"Wilson's mission was created after an early 2002 report by the Italian intelligence service about attempted uranium purchases from Niger, derived from forged documents prepared by what the CIA calls a "con man." This misinformation, peddled by Italian journalists, spread through the U.S. government. The White House, State Department and Pentagon, and not just Vice President Dick Cheney, asked the CIA to look into it."
The forged documents did not make their way to the White House by way of a few journalists peddling misinformation. The forgeries ended up in the hands of the same people who were responsible for their origin, officials at the highest level of Bush administration.
On August 1 and 2, 2004, both the Sunday Times and Financial Times in the UK reported that a con-man by the name of Rocco Martino admitted that he was involved in disseminating the false stories and documents but said the US and Italian governments were behind the disinformation operation.
"Both Americans and Italians were involved behind the scenes," he said. "It was a disinformation operation."
In July 2005, an Italian parliamentary report was issued on the forged documents and listed the 4 men likely involved as: Michael Ledeen, Dewey Clarridge (CIA operative in Iran-Contra Affair), Ahmed Chalabi, and Francis Brookes (member of a "public relations" body formed by the Pentagon to promote Chalabi and the Iraqi National Congress).
The report said the forgeries may have been planned at a meeting in Rome in December 2001, attended by Ledeen and Larry Franklin.

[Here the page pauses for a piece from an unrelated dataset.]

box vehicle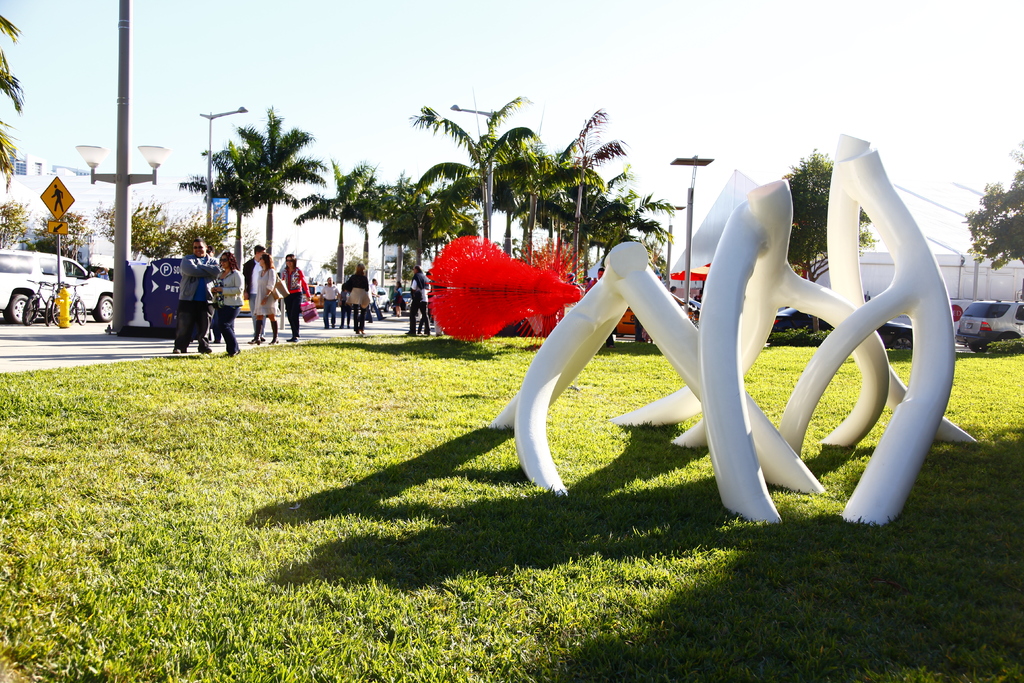
bbox=[0, 251, 116, 325]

Franklin is the Pentagon Iran analyst who earned a lengthily prison sentence last year for passing classified information to former officials with the pro-Israel lobby group AIPAC. Franklin worked closely with Paul Wolfowitz and Douglas Feith in the Office of Special Plans whose main purpose was to manufacture bogus intelligence to bolster the case for war.

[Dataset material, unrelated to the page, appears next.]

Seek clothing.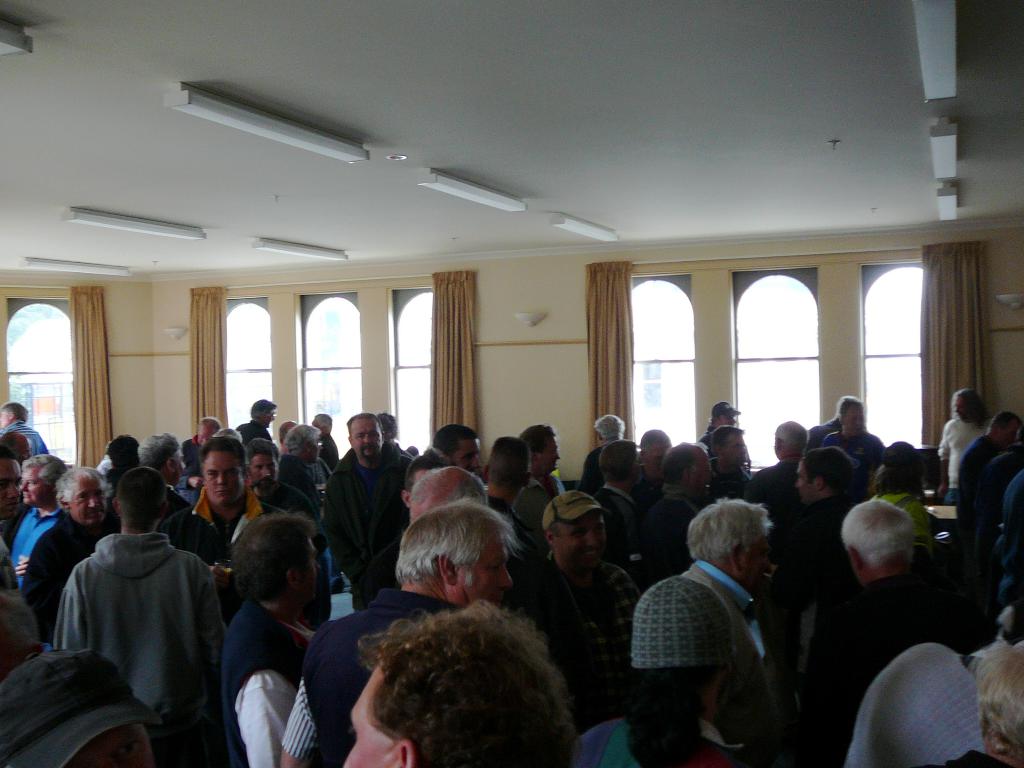
rect(0, 420, 58, 457).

On April 12, 2005, the Al Jazeera news organization reported that when the former CIA head of counter-terrorism, Vincent Cannistaro, was asked whether Michael Ledeen had been the one who produced the forged documents, he replied, "You'd be very close."
In holding off on charging Rove, it may just be that Fitzgerald is looking at much bigger fish to fry. On October 23, 2005, UPI editor Martin Walker cited "NATO intelligence sources" as saying, "Fitzgerald's team of investigators has sought and obtained documentation on the forgeries from the Italian government."
The special prosecutor's team is said to have been provided with the full report on the Italian parliamentary inquiry into the forgeries.
"This opens the door to what has always been the most serious implication of the CIA leak case," UPI explains, "that the Bush administration could face a brutally damaging and public inquiry into the case for war against Iraq being false or artificially exaggerated."
With any luck, Fitzgerald will do the right thing and file criminal charges against all of the high-level officials involved in the fabrication and dissemination of bogus intelligence that convinced Americans to allow Bush to wage the ill-fated war against Iraq. Hopefully, starting with the guy sitting in the oval office.